Bill Kendrick nbs at sonic.net
Thu Jan 22 00:18:10 PST 2009


Ok, so I finally had some time to sit down this evening and try to
configure my NAS.

I've got a 'MUSIC' share which can be accessed by two users that I created
on the NAS using its web admin interface.

'guest' has read-only access.  'kendrick has read-write.

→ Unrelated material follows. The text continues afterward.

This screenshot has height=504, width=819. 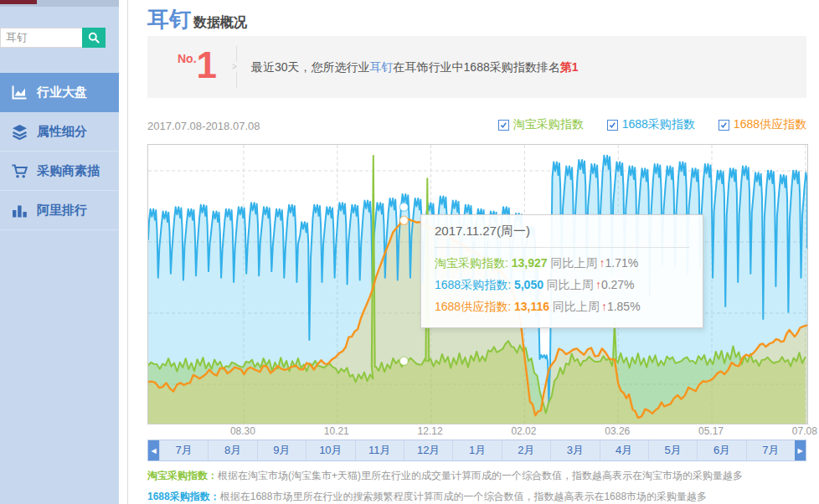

The way I've gone about it so far isn't working so well.
I created a user on my laptop, 'music'.
I created a '/shares/music' folder on my laptop, and
a credentials file with the password for the 'kendrick' user
I created on the NAS, and added the following to my laptop's
/etc/fstab:

//ns2300n/MUSIC /shares/music cifs auto,uid=music,gid=music,credentials=/etc/nas-credentials,file_mode=0777,dir_mode=0777,iocharset=utf8,rw 0 0

If I don't supply the "uid=", I'll end up with all of the
files appearing to be owned by the 2nd user I added to my
laptop (since I added the 'kendrick' user 2nd on the NAS).
I guess they're both uid 1001. :)

I can mount this with "sudo mount /shares/music".
I can even go in and create files and folders.
HOWEVER, I don't own them, and because the 'umask' of
the user on my laptop is set conservatively (0077),
I cannot actually access these files.

They appear on my laptop as owned by music:music
and rw[x]-----.

If I manually changed my umask first ('umask 0007'),
that helps.  Things come out rw[x]rw[x]---.
But since I guess I'm not in the 'music' group on
my laptop by default, I need to do a 'newgrp music'
before I can read/write the files.

So what do I want, precisely?

(1) User on the NAS named 'kendrick' who has R/W access
    to the MUSIC share.

(2) Ability to mount that share on my laptop, and
    actually read/write files without issuing any
    housekeeping commands (umask, newgrp, sacrifice --type=goat)
    beforehand.

(3) In fact, I only want the NAS mounts to appear if I'm
    on my home network (so that things don't timeout and
    fail when I boot up at Common Grounds, Mishka's,
    Crepeville, etc.)  Alternatively, the ability to
    mount as my local desktop user.

    NOTE: Every time I tried adding "user" to the fstab
    options, mount.cifs would warn that it's ignoring
    a blank username.  Damnit, I'm not saying "user"
    as in "user=USERNAME", I'm saying "user" as in
    "anybody can mount the corresponding system."
    Though I guess in that case, I really want to
    mount using the guest/guest read-only credentials.
    Woe is me.  What the heck do I want here, anyway?

Thanks in advance for any tips.

-- 
-bill!
"Tux Paint" - free children's drawing software for Windows / Mac OS X / Linux!